What combination regimens are currently being studied that could be practice changing?
Aside from this population having limited treatment options, what other obstacles are there?
What we will see now is more and more targeted therapies, many lines of therapy, combinations of immunotherapy agents with targeted therapies, and combinations of checkpoint inhibitors with each other. We will be shrinking the diminishing role of cytotoxic chemotherapy, so it’s a very exciting time.I am very excited about the checkpoint inhibitor combinations, such as Yervoy (ipilimumab) and Opdivo (nivolumab). There are many examples of multiple checkpoint inhibitor clinical trials. I am also very interested in targeted therapy combination trials to inhibit multiple points in the pathway, as well as inhibit multiple pathways that can cooperate with each other. Those are very exciting explorations that are going on right now. One of the major challenges is that there are too many trials that are competing with each other. Also, there is still not enough tissue testing.
You mentioned there being too many ongoing clinical trials. How can the oncology community overcome this?
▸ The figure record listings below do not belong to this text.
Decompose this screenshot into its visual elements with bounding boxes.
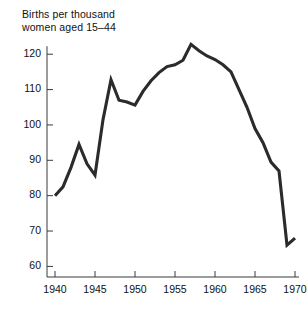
x-tick-label: 1955 bbox=[163, 283, 187, 295]
data-line-births-per-thousand bbox=[55, 44, 295, 245]
x-tick-label: 1940 bbox=[43, 283, 67, 295]
y-tick-label: 90 bbox=[29, 153, 41, 165]
fertility-rate-chart: Births per thousand women aged 15–44 607… bbox=[0, 0, 308, 311]
y-tick-label: 110 bbox=[24, 82, 41, 94]
y-tick-group: 60708090100110120 bbox=[23, 47, 53, 271]
x-tick-group: 1940194519501955196019651970 bbox=[43, 271, 307, 295]
y-tick-label: 120 bbox=[23, 47, 41, 59]
x-tick-label: 1950 bbox=[123, 283, 147, 295]
y-tick-label: 80 bbox=[29, 188, 41, 200]
chart-plot-area: 60708090100110120 1940194519501955196019… bbox=[0, 0, 308, 311]
y-axis: 60708090100110120 bbox=[23, 46, 53, 277]
y-tick-label: 100 bbox=[23, 118, 41, 130]
x-tick-label: 1965 bbox=[243, 283, 267, 295]
x-tick-label: 1970 bbox=[283, 283, 307, 295]
x-tick-label: 1945 bbox=[83, 283, 107, 295]
x-axis: 1940194519501955196019651970 bbox=[43, 271, 307, 295]
y-tick-label: 70 bbox=[29, 224, 41, 236]
x-tick-label: 1960 bbox=[203, 283, 227, 295]
y-tick-label: 60 bbox=[29, 259, 41, 271]
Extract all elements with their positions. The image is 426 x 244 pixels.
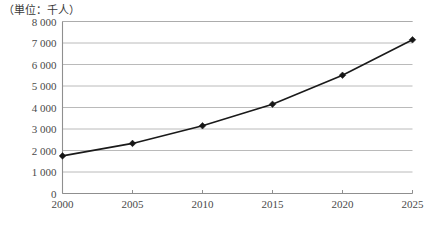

And, community radiation oncologists, medical oncologists, interventional radiologists and pathologists need to all be sitting in one room—rather than be making these decisions in isolation. Universities and institutions may have tumor boards, but there needs to be a tumor board available for every practice. We are at that point now.I don’t think it will be overcome by any one factor. This is because everybody has their own compound and their own vested interest. They are not interested in helping someone else’s compound. Consortiums of physicians, cooperative groups — even the National Cancer Institute — can align incentives in a way so that the trials are prioritized. Then, somehow there could be centralized clearing mechanisms in which it automatically happens that the best study and the best design survives—and poor studies and poor designs do not survive.